On the whole I'm sorry I didn't.'
They
were sitting side by side on the dusty floor. He pulled her closer against him.
Her head rested on his shoulder, the pleasant smell of her hair conquering the
pigeon dung. She was very young, he thought, she still expected something from
life, she did not understand that to push an inconvenient person over a cliff
solves nothing.
'Actually
it would have made no difference,' he said.
'Then
why are you sorry you didn't do it?'
'Only
because I prefer a positive to a negative. In this game that we're playing, we
can't win. Some kinds of failure are better than other kinds, that's all.'
He
felt her shoulders give a wriggle of dissent. She always contradicted him when
he said anything of this kind. She would not accept it as a law of nature that
the individual is always defeated. In a way she realized that she herself was
doomed, that sooner or later the Thought Police would catch her and kill her,
but with another part of her mind she believed that it was somehow possible to
construct a secret world in which you could live as you chose. All you needed
was luck and cunning and boldness. She did not understand that there was no
such thing as happiness, that the only victory lay in the far future, long
after you were dead, that from the moment of declaring war on the Party it was
better to think of yourself as a corpse.
'We
are the dead,' he said.
'We're
not dead yet,' said Julia prosaically.
'Not
physically. Six months, a year — five years, conceivably. I am afraid of death.

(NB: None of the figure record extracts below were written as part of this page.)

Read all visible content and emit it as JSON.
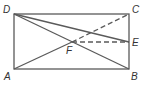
{
  "diagram": {
    "type": "geometry-figure",
    "shape": "rectangle",
    "colors": {
      "line": "#5a5a5a",
      "label": "#333333",
      "background": "#ffffff"
    },
    "points": {
      "A": {
        "label": "A",
        "x": 14,
        "y": 69
      },
      "B": {
        "label": "B",
        "x": 129,
        "y": 69
      },
      "C": {
        "label": "C",
        "x": 129,
        "y": 14
      },
      "D": {
        "label": "D",
        "x": 14,
        "y": 14
      },
      "E": {
        "label": "E",
        "x": 129,
        "y": 42
      },
      "F": {
        "label": "F",
        "x": 72,
        "y": 42
      }
    },
    "segments": [
      {
        "from": "A",
        "to": "B",
        "style": "solid"
      },
      {
        "from": "B",
        "to": "C",
        "style": "solid"
      },
      {
        "from": "C",
        "to": "D",
        "style": "solid"
      },
      {
        "from": "D",
        "to": "A",
        "style": "solid"
      },
      {
        "from": "D",
        "to": "B",
        "style": "solid"
      },
      {
        "from": "D",
        "to": "E",
        "style": "solid"
      },
      {
        "from": "A",
        "to": "F",
        "style": "solid"
      },
      {
        "from": "F",
        "to": "C",
        "style": "dashed"
      },
      {
        "from": "F",
        "to": "E",
        "style": "dashed"
      }
    ]
  }
}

You are young, so presumably you're more afraid of it than I am. Obviously we
shall put it off as long as we can. But it makes very little difference. So
long as human beings stay human, death and life are the same thing.'
'Oh,
rubbish! Which would you sooner sleep with, me or a skeleton? Don't you enjoy
being alive? Don't you like feeling: This is me, this is my hand, this is my
leg, I'm real, I'm solid, I'm alive! Don't you like this?'
She
twisted herself round and pressed her bosom against him. He could feel her
breasts, ripe yet firm, through her overalls. Her body seemed to be pouring
some of its youth and vigour into his.
'Yes,
I like that,' he said.
'Then
stop talking about dying. And now listen, dear, we've got to fix up about the
next time we meet. We may as well go back to the place in the wood. We've given
it a good long rest. But you must get there by a different way this time. I've
got it all planned out. You take the train — but look, I'll draw it out for
you.'
And
in her practical way she scraped together a small square of dust, and with a
twig from a pigeon's nest began drawing a map on the floor.